I'D LIKED to have met my great-grandfather, an Irish-born ship's carpenter named Patrick Kelly. Of all my forebears, he remains elusive. Yet, at the same time, I've often felt I knew the man who (most) always lived within sight of the water.
I've heard that Patrick Kelly was born in Galway, Ireland, in November 1843. According to family tradition, when he arrived in Baltimore about 1854, he settled in South Baltimore so that he could see the harbor from his front door - or maybe it was the back window. He made some of the furniture in the house; a candle stand survives from his hand.
One of the houses where he lived sits atop Federal Hill on Warren Avenue, squarely facing the park. It has a fine water view - but apparently a not-too-high third floor. His son, Harry Kelly, my grandfather, complained he banged his head on the non-accommodating ceiling.

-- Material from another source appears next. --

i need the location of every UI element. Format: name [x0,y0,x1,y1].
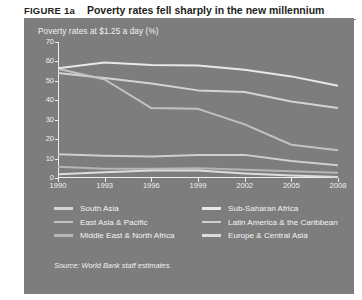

About 12 years ago, I visited Galway on a fine March day. On a sunny morning - after a night spent in a welcoming bed and breakfast - I wondered why young Kelly decided to board the ship for Baltimore. Galway, with its water views, is one of those postcard places.
I hadn't a clue about his Galway residence. And I didn't try. My brother Eddie and I just walked around the city and let our imaginations do the rest. It was a charming city full of houses about the same size of those on the smaller streets of our own Baltimore.

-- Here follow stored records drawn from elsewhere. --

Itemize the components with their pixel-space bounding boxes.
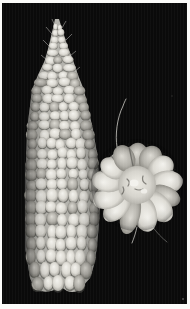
corn-photograph: A whole ear of corn stands vertically on… (0, 0, 190, 309)
dust-speck (182, 298, 184, 300)
rosette-shading (91, 139, 183, 231)
corn-photo-canvas (0, 0, 190, 309)
dust-speck (171, 95, 173, 97)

The Kellys, once they'd settled here, lived in a number of South Baltimore houses near the Patapsco River. They lived on Light Street, on Hughes Street, on Warren Avenue. One of Patrick's sons, my great Uncle Will, became the chief engineer on the City of Norfolk, the Old Bay Line's steamer on the overnight run to Virginia. As I've checked city directories and census tracts, I've seen they mostly had jobs that did not include dry land.

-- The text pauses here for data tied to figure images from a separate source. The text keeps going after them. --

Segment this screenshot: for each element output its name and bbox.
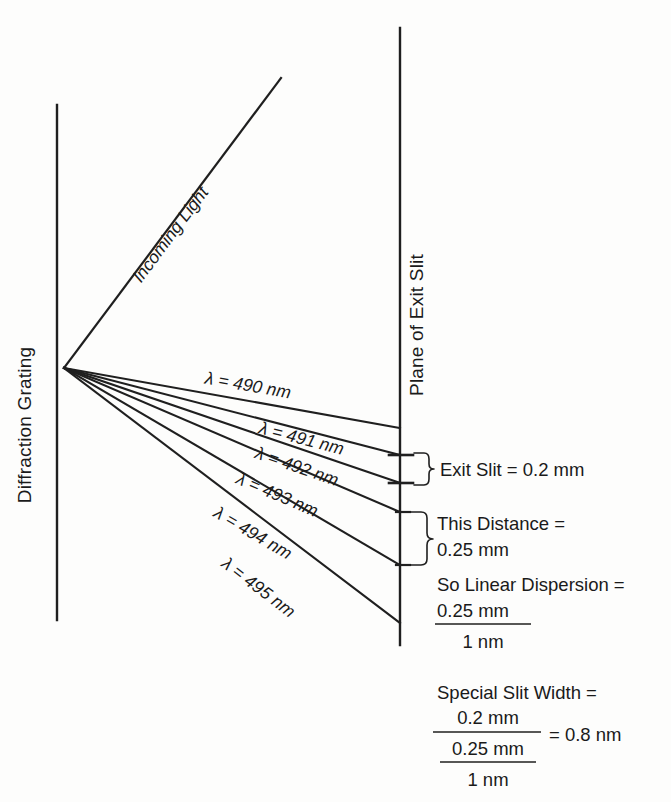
linear-dispersion-heading: So Linear Dispersion = [437,574,625,595]
special-slit-heading: Special Slit Width = [437,682,597,703]
special-slit-sub-denominator: 1 nm [467,769,508,790]
diagram-canvas: Diffraction Grating Plane of Exit Slit I… [0,0,671,802]
this-distance-brace [411,512,433,565]
exit-slit-plane-label: Plane of Exit Slit [406,254,427,396]
incoming-light-label: Incoming Light [128,182,213,286]
ray-label-490: λ = 490 nm [203,367,293,402]
special-slit-result: = 0.8 nm [549,724,622,745]
this-distance-line1: This Distance = [437,513,565,534]
special-slit-numerator: 0.2 mm [457,707,519,728]
linear-dispersion-denominator: 1 nm [462,631,503,652]
linear-dispersion-numerator: 0.25 mm [437,600,509,621]
exit-slit-brace [414,453,434,485]
ray-label-495: λ = 495 nm [217,552,299,621]
special-slit-sub-numerator: 0.25 mm [452,738,524,759]
diffraction-grating-label: Diffraction Grating [14,347,35,504]
this-distance-line2: 0.25 mm [437,539,509,560]
exit-slit-annotation: Exit Slit = 0.2 mm [440,459,584,480]
ray-495 [64,368,400,623]
optics-diagram: Diffraction Grating Plane of Exit Slit I… [0,0,671,802]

After settling in Baltimore, Patrick Kelly wed Katherine Barrett, who had lived in Limerick, Ireland. They had a happy marriage, a union that produced six sons, including my grandfather Harry, and a daughter, Mary Agnes, otherwise known as Molly. She had red hair and was a great favorite of all who knew her.
And it was through her kindness and attentions that Patrick Kelly made it out of South Baltimore - to the then distant suburb of Forest Park in Baltimore County when he finally left Federal Hill toward the end of his days.
I find it hard to believe, but my great-grandfather died in the suburbs. He outlived his wife and went to live with Molly and her husband, Joseph Hauf, who had a comfortable Maine Avenue cottage. For a man who lived his life within sight of his harbor, he was now out in the land of trees, bungalows and electric streetcars.
When Patrick Kelly died in September 1915, The Sun ran a short obituary. It said he died "of the infirmities of the age."
His requiem Mass was offered at All Saints Chapel, so far out in the land of newcomers it had yet to be made an official church. And then, like so many others before and after who sailed from the Emerald Isle, Patrick Kelly made his final trip - to the hillsides of New Cathedral Cemetery.